West Berlin was ripe with glam rock, urban blight, and Baader-Meinhof terrorists in the 1970s. A walled city cut off from the West, its inhabitants simmered in a pressure cooker of art, drugs, and leftist politics, so it’s no surprise the place captured Lou Reed’s imagination. Back then, he had never set foot in Berlin, but the city became his muse for a while; its dilapidated post-war rubble, drug-fueled dysfunction, and the massive concrete wall that ran through its heart inspired a story. Except for Reed, the story was about the walls that come between people or, more specifically, couples.
The Berlin in Reed’s mind took on operatic proportions, as did the album he named for the city, which chronicles the rise and fall of a love affair, and the requisite drugs, domestic abuse, sex, and suicide you can expect from the patron saint of the underground. Over the course of Berlin’s ten songs, things go from bad to worse for the narrator as his love, Caroline, does too many drugs, goes a little nuts, and tries to kill herself.
When Berlin was released in 1973, it achieved zero critical success, but thirty-three years later its moment arrived. Reed’s homage to dysfunctional love and self-destruction finally got its due in 2006 when he performed the album in its entirety with a thirty-five-piece ensemble at a warehouse in Brooklyn. Artist/filmmaker Julian Schnabel captured it all on film, and now Rizzoli has captured the film in a book.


Search the entries for the word "ylabel". Copy every line that holds it.

Dataset listings of figures:

****

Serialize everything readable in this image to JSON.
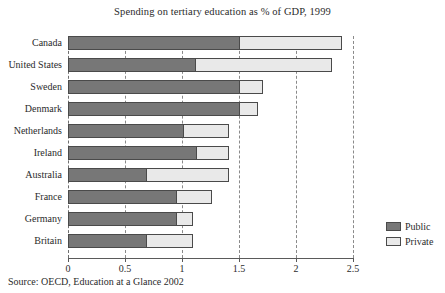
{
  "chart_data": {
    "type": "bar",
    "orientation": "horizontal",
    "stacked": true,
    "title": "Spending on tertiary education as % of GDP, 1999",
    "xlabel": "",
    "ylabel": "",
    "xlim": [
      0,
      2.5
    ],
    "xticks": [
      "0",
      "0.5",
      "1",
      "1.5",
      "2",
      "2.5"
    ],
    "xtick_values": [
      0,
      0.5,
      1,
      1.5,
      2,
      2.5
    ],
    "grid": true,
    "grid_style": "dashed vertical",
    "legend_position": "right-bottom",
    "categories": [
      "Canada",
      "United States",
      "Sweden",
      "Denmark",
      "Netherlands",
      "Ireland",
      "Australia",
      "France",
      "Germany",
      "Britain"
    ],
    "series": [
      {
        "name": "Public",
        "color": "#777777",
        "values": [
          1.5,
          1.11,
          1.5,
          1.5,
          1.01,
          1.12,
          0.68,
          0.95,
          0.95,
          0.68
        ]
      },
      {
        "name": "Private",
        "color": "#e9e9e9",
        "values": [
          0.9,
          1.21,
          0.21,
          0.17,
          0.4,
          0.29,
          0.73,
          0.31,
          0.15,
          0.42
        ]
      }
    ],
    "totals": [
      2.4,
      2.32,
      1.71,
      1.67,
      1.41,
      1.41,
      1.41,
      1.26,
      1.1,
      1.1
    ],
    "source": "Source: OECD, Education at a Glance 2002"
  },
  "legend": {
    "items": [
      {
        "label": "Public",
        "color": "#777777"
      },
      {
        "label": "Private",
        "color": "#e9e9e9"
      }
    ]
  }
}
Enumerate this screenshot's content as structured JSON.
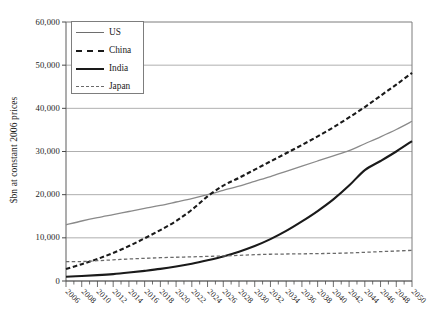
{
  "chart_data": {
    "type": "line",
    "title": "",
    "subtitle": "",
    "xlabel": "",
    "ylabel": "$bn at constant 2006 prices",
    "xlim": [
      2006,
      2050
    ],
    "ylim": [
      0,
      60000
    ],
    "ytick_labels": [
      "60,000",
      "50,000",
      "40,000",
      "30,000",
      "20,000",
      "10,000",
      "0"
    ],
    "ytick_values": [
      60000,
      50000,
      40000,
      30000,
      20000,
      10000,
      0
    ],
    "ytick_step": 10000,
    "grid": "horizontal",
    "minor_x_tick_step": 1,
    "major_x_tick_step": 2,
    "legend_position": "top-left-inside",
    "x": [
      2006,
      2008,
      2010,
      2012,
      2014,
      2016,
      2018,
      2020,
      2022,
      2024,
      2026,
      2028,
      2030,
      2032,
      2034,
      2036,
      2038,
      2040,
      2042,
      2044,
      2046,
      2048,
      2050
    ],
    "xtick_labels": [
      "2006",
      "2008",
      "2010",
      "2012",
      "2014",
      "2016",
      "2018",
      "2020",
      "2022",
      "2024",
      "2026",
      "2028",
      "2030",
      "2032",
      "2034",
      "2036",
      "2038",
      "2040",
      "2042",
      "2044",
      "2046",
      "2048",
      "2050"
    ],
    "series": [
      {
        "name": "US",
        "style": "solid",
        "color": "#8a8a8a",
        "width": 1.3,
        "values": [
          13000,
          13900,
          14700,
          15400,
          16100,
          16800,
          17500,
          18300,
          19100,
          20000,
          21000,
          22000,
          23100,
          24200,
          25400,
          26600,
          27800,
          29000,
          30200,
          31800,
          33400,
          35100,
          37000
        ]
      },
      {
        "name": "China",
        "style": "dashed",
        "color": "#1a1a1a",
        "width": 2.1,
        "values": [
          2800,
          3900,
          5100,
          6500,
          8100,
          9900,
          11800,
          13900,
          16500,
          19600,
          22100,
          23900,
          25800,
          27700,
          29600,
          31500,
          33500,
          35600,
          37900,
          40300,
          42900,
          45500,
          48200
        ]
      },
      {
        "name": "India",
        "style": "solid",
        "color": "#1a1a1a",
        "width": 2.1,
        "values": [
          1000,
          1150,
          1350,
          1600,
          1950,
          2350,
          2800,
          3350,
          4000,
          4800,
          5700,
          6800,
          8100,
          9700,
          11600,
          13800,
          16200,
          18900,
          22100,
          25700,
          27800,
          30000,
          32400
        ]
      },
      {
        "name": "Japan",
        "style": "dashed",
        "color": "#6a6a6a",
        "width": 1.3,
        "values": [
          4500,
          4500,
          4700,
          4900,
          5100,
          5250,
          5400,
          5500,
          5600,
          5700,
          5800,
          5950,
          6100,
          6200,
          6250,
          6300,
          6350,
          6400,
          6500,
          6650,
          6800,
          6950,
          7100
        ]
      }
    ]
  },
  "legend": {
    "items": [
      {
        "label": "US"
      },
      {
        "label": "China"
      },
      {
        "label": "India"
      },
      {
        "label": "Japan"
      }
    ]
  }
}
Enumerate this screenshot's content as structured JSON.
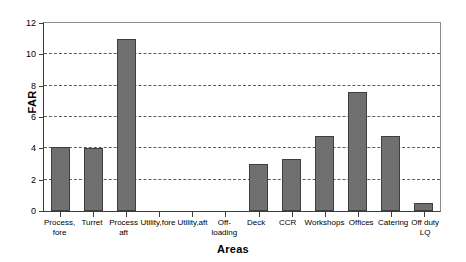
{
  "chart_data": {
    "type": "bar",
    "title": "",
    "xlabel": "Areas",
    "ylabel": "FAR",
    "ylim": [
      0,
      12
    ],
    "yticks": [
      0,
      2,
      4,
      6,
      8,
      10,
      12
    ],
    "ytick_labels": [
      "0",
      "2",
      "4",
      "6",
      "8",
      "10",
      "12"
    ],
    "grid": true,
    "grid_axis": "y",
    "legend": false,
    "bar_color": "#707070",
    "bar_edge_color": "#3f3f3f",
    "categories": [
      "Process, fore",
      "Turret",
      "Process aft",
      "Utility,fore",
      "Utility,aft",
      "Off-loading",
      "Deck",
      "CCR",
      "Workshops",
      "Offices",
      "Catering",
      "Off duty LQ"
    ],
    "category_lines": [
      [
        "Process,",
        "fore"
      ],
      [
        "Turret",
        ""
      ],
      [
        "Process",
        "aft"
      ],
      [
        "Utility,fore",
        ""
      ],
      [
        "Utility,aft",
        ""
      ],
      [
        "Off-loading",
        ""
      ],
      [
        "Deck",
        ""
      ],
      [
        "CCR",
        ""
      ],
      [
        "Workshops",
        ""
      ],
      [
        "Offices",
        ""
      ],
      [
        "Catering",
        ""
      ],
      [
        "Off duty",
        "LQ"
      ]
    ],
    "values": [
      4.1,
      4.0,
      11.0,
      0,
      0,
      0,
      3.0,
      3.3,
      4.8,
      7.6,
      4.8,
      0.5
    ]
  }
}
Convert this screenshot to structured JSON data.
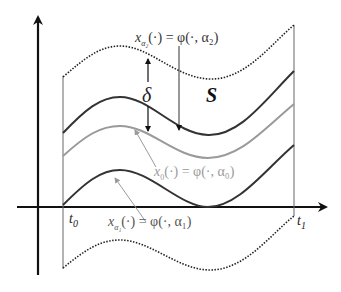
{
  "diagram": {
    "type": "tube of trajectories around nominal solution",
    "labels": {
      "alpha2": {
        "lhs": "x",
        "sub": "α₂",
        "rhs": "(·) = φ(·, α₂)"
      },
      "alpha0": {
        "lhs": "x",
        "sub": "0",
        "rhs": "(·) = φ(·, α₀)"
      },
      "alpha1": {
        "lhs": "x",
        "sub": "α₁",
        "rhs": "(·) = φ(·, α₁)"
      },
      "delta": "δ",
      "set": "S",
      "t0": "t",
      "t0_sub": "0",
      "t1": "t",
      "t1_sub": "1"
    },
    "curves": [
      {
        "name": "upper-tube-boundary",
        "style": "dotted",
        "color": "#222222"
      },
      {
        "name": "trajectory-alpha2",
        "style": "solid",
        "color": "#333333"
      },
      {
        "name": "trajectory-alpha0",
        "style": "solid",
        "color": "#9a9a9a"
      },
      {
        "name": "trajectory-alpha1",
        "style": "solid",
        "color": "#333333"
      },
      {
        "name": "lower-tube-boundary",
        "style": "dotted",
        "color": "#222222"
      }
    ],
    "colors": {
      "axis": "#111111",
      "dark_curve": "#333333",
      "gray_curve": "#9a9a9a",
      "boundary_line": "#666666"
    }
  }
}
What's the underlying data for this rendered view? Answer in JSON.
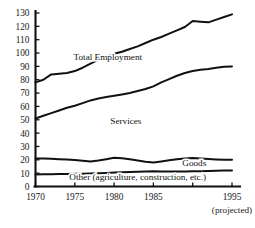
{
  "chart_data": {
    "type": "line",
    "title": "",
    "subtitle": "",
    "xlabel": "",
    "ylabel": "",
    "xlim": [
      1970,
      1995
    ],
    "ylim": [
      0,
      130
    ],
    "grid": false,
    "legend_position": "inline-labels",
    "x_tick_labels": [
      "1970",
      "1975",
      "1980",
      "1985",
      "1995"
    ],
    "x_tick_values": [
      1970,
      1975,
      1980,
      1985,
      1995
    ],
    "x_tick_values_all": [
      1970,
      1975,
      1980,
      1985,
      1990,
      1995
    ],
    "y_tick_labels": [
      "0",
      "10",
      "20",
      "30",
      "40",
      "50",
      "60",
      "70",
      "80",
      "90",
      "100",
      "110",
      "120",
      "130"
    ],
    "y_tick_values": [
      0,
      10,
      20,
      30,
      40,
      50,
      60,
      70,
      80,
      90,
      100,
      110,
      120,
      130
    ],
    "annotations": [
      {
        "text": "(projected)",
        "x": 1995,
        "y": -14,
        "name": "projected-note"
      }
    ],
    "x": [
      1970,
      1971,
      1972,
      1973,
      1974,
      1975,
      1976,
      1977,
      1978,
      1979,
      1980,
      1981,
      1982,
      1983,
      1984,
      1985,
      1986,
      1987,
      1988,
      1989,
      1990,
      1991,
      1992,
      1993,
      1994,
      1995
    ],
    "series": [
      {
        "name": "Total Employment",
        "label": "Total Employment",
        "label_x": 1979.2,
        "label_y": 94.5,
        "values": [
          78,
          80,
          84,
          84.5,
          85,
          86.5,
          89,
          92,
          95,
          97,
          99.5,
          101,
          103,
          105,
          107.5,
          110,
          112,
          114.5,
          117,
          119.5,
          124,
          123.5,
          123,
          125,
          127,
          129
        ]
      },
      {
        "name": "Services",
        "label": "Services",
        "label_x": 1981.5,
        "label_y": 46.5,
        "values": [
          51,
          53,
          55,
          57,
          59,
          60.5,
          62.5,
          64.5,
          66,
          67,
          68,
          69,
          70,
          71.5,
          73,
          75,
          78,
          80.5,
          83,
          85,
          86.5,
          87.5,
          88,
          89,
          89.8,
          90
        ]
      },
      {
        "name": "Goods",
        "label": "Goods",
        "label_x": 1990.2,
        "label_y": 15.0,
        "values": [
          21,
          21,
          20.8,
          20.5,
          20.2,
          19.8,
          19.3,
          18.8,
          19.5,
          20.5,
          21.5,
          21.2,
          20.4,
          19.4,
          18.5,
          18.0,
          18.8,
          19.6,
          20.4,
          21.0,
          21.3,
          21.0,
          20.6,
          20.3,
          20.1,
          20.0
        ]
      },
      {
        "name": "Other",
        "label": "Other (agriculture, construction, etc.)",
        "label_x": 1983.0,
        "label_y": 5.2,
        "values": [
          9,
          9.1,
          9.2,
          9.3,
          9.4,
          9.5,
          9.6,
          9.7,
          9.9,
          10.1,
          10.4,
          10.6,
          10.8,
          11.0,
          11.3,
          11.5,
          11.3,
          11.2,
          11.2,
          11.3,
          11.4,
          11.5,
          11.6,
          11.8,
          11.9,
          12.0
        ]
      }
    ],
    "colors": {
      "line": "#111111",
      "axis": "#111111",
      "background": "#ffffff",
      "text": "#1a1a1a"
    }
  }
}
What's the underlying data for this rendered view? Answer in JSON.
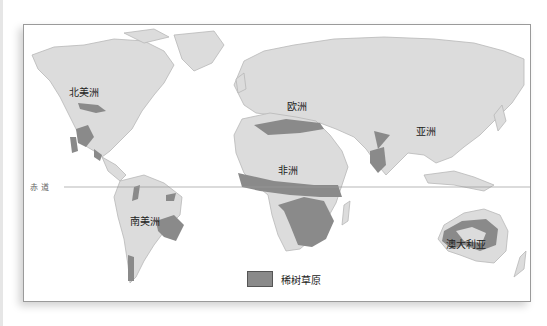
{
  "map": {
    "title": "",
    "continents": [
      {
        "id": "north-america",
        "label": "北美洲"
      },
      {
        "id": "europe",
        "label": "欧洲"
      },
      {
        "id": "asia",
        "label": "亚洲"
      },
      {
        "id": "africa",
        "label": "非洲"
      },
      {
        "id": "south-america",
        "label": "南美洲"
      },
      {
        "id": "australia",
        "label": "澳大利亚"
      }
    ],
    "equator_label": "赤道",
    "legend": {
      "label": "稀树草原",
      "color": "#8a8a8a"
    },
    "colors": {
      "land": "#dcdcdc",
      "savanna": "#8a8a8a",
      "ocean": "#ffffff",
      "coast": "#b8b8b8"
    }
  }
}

****

**Finished exercise:**
    "ylabel": "",
    "ylabel": "$bn at constant 2006 prices",
    "ylabel": "FAR",
    "ylabel": "",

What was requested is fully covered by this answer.